Why do critics argue stupid points like this? I guess it was a different era, when women were not considered valuable members of society or at least literary culture. Our era has its own stupid ideas, such as a constitutional right to privacy and global warming.
Well, just remember that the works of Shakespeare were really written by another man of the same name … and Moses obviously couldn’t have written the Pentateuch … and Jesus obviously couldn’t have said the things in the Gospels that the Jesus Seminar doesn’t like … was it C.S. Lewis who called it “chronological snobbery”?
But were those contemporary critics?
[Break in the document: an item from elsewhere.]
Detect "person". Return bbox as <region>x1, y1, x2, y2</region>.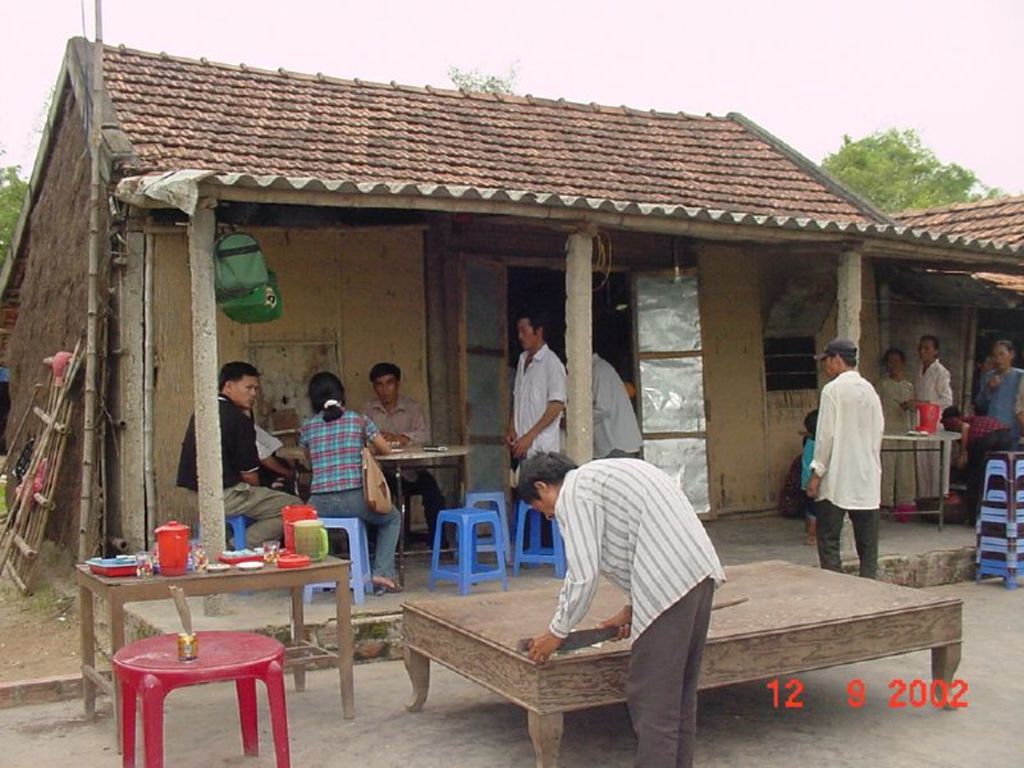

Emily Bronte, like other women authors, had to use a male pseudonym to get published (Ellis Bell). So I can understand some confusion.
If, however, later or contemporary critics are suggesting that Emily Bronte was a man, then I agree they are daft.
Yes, I was thinking along those lines, Maxine, that the critics in question were from her day. Still it’s a bad idea. I guess I understand societal roles, which could be the motive of arguing this way, but I don’t understand believing classifications of people are not capable of fill-in-the-blank. Physically, we aren’t all capable of anything, and groups can be critiqued this way, but emotionally or intellectually, I don’t think such generalizations can be made. People still argue about it for some groups.